VOD Releases: Evil Nanny (2016) - Reviewed




Company logos shouldn’t be the determining factor in making or breaking a film, but by now you probably have come to realize Asylum Entertainment and the Lifetime Movie Network aren’t generally regarded as benchmarks of quality filmmaking.  To make matters worse, you know you’re in really deep shit when your film is directed by none other than frequent trash peddler Jared Cohn.  The same man behind the abysmal and offensive Jamie Kennedy vehicle Buddy Hutchins as well as the Christploitation flick God’s Club, Mr. Cohn inexplicably continues to garner work within the straight to video industry excreting out inept fecal matter masquerading as something suitable for the shelves of Family Video. 

His latest unwanted turd comes in the form of Evil Nanny, an Asylum production made for television about a family who inadvertently hires the nanny from Hell who won’t leave even after being fired.  Starring Lindsay Elston as the titular Evil Nanny who proceeds to make husband/wife couple Fay (Nicole Sterling) and Tim (Matthew Pohlkamp) prisoners in their own home, the film loosely draws it’s outrageous premise from the true story of Diane Stretton dubbed the “nightmare nanny” from California 2014 who more or less squatted in the family’s home after being terminated of her employment.  Reducing the age of the perpetrator from a 64 year old woman to a twenty something blonde, the true story already sounds more fascinating than this cheap dreck which stumbles over every murderous bad girl cliché in the book.

Wanting to be in league with the likes of Curtis Hanson’s The Hand That Rocks the Cradle, Evil Nanny is a cheap exploitation flick that all but bulldozes over the story which inspired it’s creation with one absurd incredulity after another.  When it isn’t serving up dreadful acting and a surprise finale that all but soils the bed harder than any film I can remember doing within the last five years, Evil Nanny fails to engage by peddling cheap tropes that are beyond prehistoric and worn out.  Not to mention both it and God’s Club flaunt the director’s penchant for CGI rendered fire and explosions, making an opening prologue of an orphanage being burned down all the more unintentionally hilarious as obviously photoshopped flames are hastily pasted over the footage. 


Most of the reviews vying for more festering dog vomit from Mr. Cohn will argue, well, it’s based on a true story so that gives it solidarity.  Whatever truth there was in the real event has all but been crushed out of this movie.  True or false, Evil Nanny like Cohn’s aforementioned features I had the displeasure of sitting through, his films have the uncanny knack of inciting anger from yours truly while watching.  Something about the movies of his I’ve seen somehow place him in a camp even lower than the likes of Uwe Boll or even Tommy Wiseau because at least they don’t make bones about what kind of movies they make.  The sad thing is it is safe to say this will not be the last we’ve seen from this guy.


▶ **INSTRUCTIONS FOR THE TASK**
The answer must be a word-for-word copy of the records below, with every picture left out.

Records from a collection of figures:
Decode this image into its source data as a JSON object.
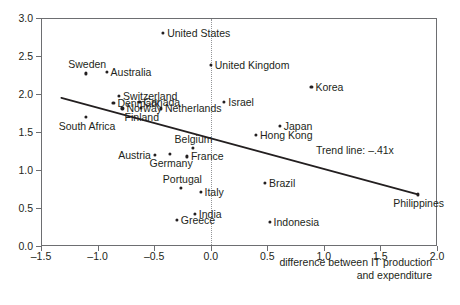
{
  "chart_data": {
    "type": "scatter",
    "title": "",
    "xlabel": "difference between IT production and expenditure",
    "ylabel": "",
    "xlim": [
      -1.5,
      2.0
    ],
    "ylim": [
      0.0,
      3.0
    ],
    "grid": false,
    "legend": null,
    "xticks": [
      "-1.5",
      "-1.0",
      "-0.5",
      "0.0",
      "0.5",
      "1.0",
      "1.5",
      "2.0"
    ],
    "xtick_values": [
      -1.5,
      -1.0,
      -0.5,
      0.0,
      0.5,
      1.0,
      1.5,
      2.0
    ],
    "yticks": [
      "0.0",
      "0.5",
      "1.0",
      "1.5",
      "2.0",
      "2.5",
      "3.0"
    ],
    "ytick_values": [
      0.0,
      0.5,
      1.0,
      1.5,
      2.0,
      2.5,
      3.0
    ],
    "annotations": [
      {
        "name": "zero-reference-line",
        "type": "vertical-dotted-line",
        "x": 0.0
      },
      {
        "name": "trend-line",
        "type": "line",
        "label": "Trend line: –.41x",
        "slope": -0.41,
        "x0": -1.32,
        "y0": 1.95,
        "x1": 1.83,
        "y1": 0.68
      }
    ],
    "points": [
      {
        "label": "United States",
        "x": -0.42,
        "y": 2.8,
        "label_side": "right"
      },
      {
        "label": "United Kingdom",
        "x": 0.0,
        "y": 2.38,
        "label_side": "right"
      },
      {
        "label": "Sweden",
        "x": -1.1,
        "y": 2.27,
        "label_side": "above"
      },
      {
        "label": "Australia",
        "x": -0.92,
        "y": 2.29,
        "label_side": "right"
      },
      {
        "label": "Korea",
        "x": 0.89,
        "y": 2.09,
        "label_side": "right"
      },
      {
        "label": "Switzerland",
        "x": -0.81,
        "y": 1.97,
        "label_side": "right"
      },
      {
        "label": "Denmark",
        "x": -0.86,
        "y": 1.88,
        "label_side": "right"
      },
      {
        "label": "Canada",
        "x": -0.63,
        "y": 1.9,
        "label_side": "right"
      },
      {
        "label": "Israel",
        "x": 0.12,
        "y": 1.9,
        "label_side": "right"
      },
      {
        "label": "Norway",
        "x": -0.78,
        "y": 1.81,
        "label_side": "right"
      },
      {
        "label": "Finland",
        "x": -0.62,
        "y": 1.82,
        "label_side": "below"
      },
      {
        "label": "Netherlands",
        "x": -0.44,
        "y": 1.81,
        "label_side": "right"
      },
      {
        "label": "South Africa",
        "x": -1.1,
        "y": 1.7,
        "label_side": "below"
      },
      {
        "label": "Japan",
        "x": 0.61,
        "y": 1.58,
        "label_side": "right"
      },
      {
        "label": "Hong Kong",
        "x": 0.4,
        "y": 1.46,
        "label_side": "right"
      },
      {
        "label": "Belgium",
        "x": -0.16,
        "y": 1.29,
        "label_side": "above"
      },
      {
        "label": "Austria",
        "x": -0.49,
        "y": 1.2,
        "label_side": "left"
      },
      {
        "label": "Germany",
        "x": -0.36,
        "y": 1.21,
        "label_side": "below"
      },
      {
        "label": "France",
        "x": -0.21,
        "y": 1.18,
        "label_side": "right"
      },
      {
        "label": "Portugal",
        "x": -0.26,
        "y": 0.76,
        "label_side": "above"
      },
      {
        "label": "Italy",
        "x": -0.09,
        "y": 0.71,
        "label_side": "right"
      },
      {
        "label": "Brazil",
        "x": 0.48,
        "y": 0.83,
        "label_side": "right"
      },
      {
        "label": "Philippines",
        "x": 1.83,
        "y": 0.68,
        "label_side": "below"
      },
      {
        "label": "India",
        "x": -0.14,
        "y": 0.42,
        "label_side": "right"
      },
      {
        "label": "Greece",
        "x": -0.3,
        "y": 0.34,
        "label_side": "right"
      },
      {
        "label": "Indonesia",
        "x": 0.52,
        "y": 0.32,
        "label_side": "right"
      }
    ]
  },
  "axis_title_lines": [
    "difference between IT production",
    "and expenditure"
  ]
}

▶ **ANSWER SECTION**
Decode this image into its source data as a JSON object.
{
  "chart_data": {
    "type": "scatter",
    "title": "",
    "xlabel": "difference between IT production and expenditure",
    "ylabel": "",
    "xlim": [
      -1.5,
      2.0
    ],
    "ylim": [
      0.0,
      3.0
    ],
    "grid": false,
    "legend": null,
    "xticks": [
      "-1.5",
      "-1.0",
      "-0.5",
      "0.0",
      "0.5",
      "1.0",
      "1.5",
      "2.0"
    ],
    "xtick_values": [
      -1.5,
      -1.0,
      -0.5,
      0.0,
      0.5,
      1.0,
      1.5,
      2.0
    ],
    "yticks": [
      "0.0",
      "0.5",
      "1.0",
      "1.5",
      "2.0",
      "2.5",
      "3.0"
    ],
    "ytick_values": [
      0.0,
      0.5,
      1.0,
      1.5,
      2.0,
      2.5,
      3.0
    ],
    "annotations": [
      {
        "name": "zero-reference-line",
        "type": "vertical-dotted-line",
        "x": 0.0
      },
      {
        "name": "trend-line",
        "type": "line",
        "label": "Trend line: –.41x",
        "slope": -0.41,
        "x0": -1.32,
        "y0": 1.95,
        "x1": 1.83,
        "y1": 0.68
      }
    ],
    "points": [
      {
        "label": "United States",
        "x": -0.42,
        "y": 2.8,
        "label_side": "right"
      },
      {
        "label": "United Kingdom",
        "x": 0.0,
        "y": 2.38,
        "label_side": "right"
      },
      {
        "label": "Sweden",
        "x": -1.1,
        "y": 2.27,
        "label_side": "above"
      },
      {
        "label": "Australia",
        "x": -0.92,
        "y": 2.29,
        "label_side": "right"
      },
      {
        "label": "Korea",
        "x": 0.89,
        "y": 2.09,
        "label_side": "right"
      },
      {
        "label": "Switzerland",
        "x": -0.81,
        "y": 1.97,
        "label_side": "right"
      },
      {
        "label": "Denmark",
        "x": -0.86,
        "y": 1.88,
        "label_side": "right"
      },
      {
        "label": "Canada",
        "x": -0.63,
        "y": 1.9,
        "label_side": "right"
      },
      {
        "label": "Israel",
        "x": 0.12,
        "y": 1.9,
        "label_side": "right"
      },
      {
        "label": "Norway",
        "x": -0.78,
        "y": 1.81,
        "label_side": "right"
      },
      {
        "label": "Finland",
        "x": -0.62,
        "y": 1.82,
        "label_side": "below"
      },
      {
        "label": "Netherlands",
        "x": -0.44,
        "y": 1.81,
        "label_side": "right"
      },
      {
        "label": "South Africa",
        "x": -1.1,
        "y": 1.7,
        "label_side": "below"
      },
      {
        "label": "Japan",
        "x": 0.61,
        "y": 1.58,
        "label_side": "right"
      },
      {
        "label": "Hong Kong",
        "x": 0.4,
        "y": 1.46,
        "label_side": "right"
      },
      {
        "label": "Belgium",
        "x": -0.16,
        "y": 1.29,
        "label_side": "above"
      },
      {
        "label": "Austria",
        "x": -0.49,
        "y": 1.2,
        "label_side": "left"
      },
      {
        "label": "Germany",
        "x": -0.36,
        "y": 1.21,
        "label_side": "below"
      },
      {
        "label": "France",
        "x": -0.21,
        "y": 1.18,
        "label_side": "right"
      },
      {
        "label": "Portugal",
        "x": -0.26,
        "y": 0.76,
        "label_side": "above"
      },
      {
        "label": "Italy",
        "x": -0.09,
        "y": 0.71,
        "label_side": "right"
      },
      {
        "label": "Brazil",
        "x": 0.48,
        "y": 0.83,
        "label_side": "right"
      },
      {
        "label": "Philippines",
        "x": 1.83,
        "y": 0.68,
        "label_side": "below"
      },
      {
        "label": "India",
        "x": -0.14,
        "y": 0.42,
        "label_side": "right"
      },
      {
        "label": "Greece",
        "x": -0.3,
        "y": 0.34,
        "label_side": "right"
      },
      {
        "label": "Indonesia",
        "x": 0.52,
        "y": 0.32,
        "label_side": "right"
      }
    ]
  },
  "axis_title_lines": [
    "difference between IT production",
    "and expenditure"
  ]
}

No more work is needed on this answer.